Saturday, 29 March 2025

Village Home Front - RAF REDNAL

Dear Blogger

The Village Home Front - RAF REDNAL

It seems the war hardly impinged on the people of Ruyton but by 1942 it was very different for Rednal, one of the Eleven Towns near West Felton. 

In 1939 there were around 100 airfields, some just grass runways, in Britain and by 1945 a further 1,000 had been built.  An uncle of mine was told he had a weak heart so they sent him off to mix and lay concrete to build runways.  There were even men who were told they could not join the forces as they were more valuable as a builder.

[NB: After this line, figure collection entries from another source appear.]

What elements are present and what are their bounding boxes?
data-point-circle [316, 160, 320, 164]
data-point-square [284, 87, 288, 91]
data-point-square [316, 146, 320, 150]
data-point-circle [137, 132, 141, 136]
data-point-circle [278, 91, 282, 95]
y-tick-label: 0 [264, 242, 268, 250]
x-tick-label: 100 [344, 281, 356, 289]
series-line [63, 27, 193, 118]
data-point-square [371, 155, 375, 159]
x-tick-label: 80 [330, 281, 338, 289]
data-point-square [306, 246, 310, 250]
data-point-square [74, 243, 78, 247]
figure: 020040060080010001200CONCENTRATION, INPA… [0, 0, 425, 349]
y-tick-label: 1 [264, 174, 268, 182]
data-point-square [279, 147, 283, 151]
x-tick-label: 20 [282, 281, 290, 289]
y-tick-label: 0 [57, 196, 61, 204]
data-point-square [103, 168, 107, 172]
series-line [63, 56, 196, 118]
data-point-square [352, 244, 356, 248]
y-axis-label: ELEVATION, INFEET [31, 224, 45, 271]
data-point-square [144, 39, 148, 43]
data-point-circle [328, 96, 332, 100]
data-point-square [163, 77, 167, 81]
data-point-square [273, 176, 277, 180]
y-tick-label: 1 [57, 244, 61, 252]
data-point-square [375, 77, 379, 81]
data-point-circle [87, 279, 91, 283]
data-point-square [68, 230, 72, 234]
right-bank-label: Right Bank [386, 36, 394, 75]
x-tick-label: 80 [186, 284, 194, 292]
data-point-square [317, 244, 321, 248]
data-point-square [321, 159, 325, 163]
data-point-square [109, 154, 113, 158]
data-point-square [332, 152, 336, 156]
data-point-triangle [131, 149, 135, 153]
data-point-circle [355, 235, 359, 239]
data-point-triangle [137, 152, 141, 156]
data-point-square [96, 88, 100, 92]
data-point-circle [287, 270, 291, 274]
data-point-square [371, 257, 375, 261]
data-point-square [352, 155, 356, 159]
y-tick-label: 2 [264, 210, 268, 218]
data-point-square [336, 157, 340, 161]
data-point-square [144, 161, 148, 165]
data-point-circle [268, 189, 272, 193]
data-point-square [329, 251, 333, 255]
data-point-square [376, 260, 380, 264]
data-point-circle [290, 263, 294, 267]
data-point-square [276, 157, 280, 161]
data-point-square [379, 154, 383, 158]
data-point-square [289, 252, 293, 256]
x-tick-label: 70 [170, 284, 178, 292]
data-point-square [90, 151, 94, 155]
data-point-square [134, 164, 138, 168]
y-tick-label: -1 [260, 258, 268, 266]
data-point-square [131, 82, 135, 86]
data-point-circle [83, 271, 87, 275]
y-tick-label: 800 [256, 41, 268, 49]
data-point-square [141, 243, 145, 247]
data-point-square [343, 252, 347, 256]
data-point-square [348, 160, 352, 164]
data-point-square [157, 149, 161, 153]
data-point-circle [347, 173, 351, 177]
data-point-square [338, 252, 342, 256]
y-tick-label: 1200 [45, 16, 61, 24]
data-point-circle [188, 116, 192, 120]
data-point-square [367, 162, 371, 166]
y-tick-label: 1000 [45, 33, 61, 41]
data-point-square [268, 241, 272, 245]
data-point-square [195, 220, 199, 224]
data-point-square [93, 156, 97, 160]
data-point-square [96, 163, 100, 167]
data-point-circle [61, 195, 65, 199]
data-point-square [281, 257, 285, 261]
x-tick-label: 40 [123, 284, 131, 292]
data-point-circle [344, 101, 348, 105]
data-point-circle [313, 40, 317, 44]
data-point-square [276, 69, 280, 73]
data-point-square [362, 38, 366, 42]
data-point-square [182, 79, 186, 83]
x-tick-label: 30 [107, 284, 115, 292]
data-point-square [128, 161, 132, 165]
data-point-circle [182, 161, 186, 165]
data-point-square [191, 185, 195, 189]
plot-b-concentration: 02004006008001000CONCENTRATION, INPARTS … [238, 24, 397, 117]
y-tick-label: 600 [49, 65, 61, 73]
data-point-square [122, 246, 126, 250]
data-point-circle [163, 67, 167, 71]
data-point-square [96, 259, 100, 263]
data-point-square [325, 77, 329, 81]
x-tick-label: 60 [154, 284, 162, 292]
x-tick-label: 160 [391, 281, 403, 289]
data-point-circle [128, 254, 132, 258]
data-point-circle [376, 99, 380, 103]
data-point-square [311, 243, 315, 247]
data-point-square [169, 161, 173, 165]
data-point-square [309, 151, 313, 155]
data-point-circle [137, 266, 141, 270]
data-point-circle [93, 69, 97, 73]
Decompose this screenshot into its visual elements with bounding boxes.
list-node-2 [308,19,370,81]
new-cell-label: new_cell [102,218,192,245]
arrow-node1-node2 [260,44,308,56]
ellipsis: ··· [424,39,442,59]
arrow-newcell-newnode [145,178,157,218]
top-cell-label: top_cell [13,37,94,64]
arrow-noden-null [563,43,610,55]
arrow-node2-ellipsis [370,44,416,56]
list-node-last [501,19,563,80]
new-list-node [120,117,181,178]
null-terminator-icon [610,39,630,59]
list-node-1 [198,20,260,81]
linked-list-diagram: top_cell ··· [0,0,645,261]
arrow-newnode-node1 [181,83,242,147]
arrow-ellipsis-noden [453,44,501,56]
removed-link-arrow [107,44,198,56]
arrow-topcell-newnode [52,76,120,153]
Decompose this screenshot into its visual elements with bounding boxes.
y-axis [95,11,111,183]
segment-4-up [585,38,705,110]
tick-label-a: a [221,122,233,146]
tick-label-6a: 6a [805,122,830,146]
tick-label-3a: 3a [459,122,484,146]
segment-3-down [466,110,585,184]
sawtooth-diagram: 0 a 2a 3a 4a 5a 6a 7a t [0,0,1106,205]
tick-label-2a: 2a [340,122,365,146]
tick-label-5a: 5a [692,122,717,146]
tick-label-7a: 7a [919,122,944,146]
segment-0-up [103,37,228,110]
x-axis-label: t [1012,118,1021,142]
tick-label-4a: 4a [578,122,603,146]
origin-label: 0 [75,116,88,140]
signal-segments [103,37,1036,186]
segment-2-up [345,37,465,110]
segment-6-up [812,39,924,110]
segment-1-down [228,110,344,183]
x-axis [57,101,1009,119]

As the Luftwaffe had no idea where Shropshire was, or even that it was on the way to Merseyside, RAF Rednal was a good place to train young pilots.  When you are 18, 19, 20 years old nothing can possibly happen to you - apparently the lads at Rednal would `play` dog fights with American trainee fighter pilots from RAF Atcham!

There are two stories which are not included in the Village Home Front panels attached.

Roger Hampson of Haughton Farm on the edge of Rednal airfield, was just 3 years old when he wandered out into the farmyard, and his father was on the other side of the yard, when 20 year old Stanley Lister crashed into the barn.  Amazingly, neither Roger or his father were hurt, unlike the young pilot who died at the scene.

Once RAF Rednal was up and running, with accommodation for WAF (Women`s Air Force) girls on site, the railway company made regular stops at Rednal railway station.   One night, a group of   girls who had been `out on the town` returned and had walk across the railway line to get home.   Numbers have been lost in time but there was a group of young women and some lost their lives when hit by an oncoming train.  The accident let to a footbridge being erected at Rednal.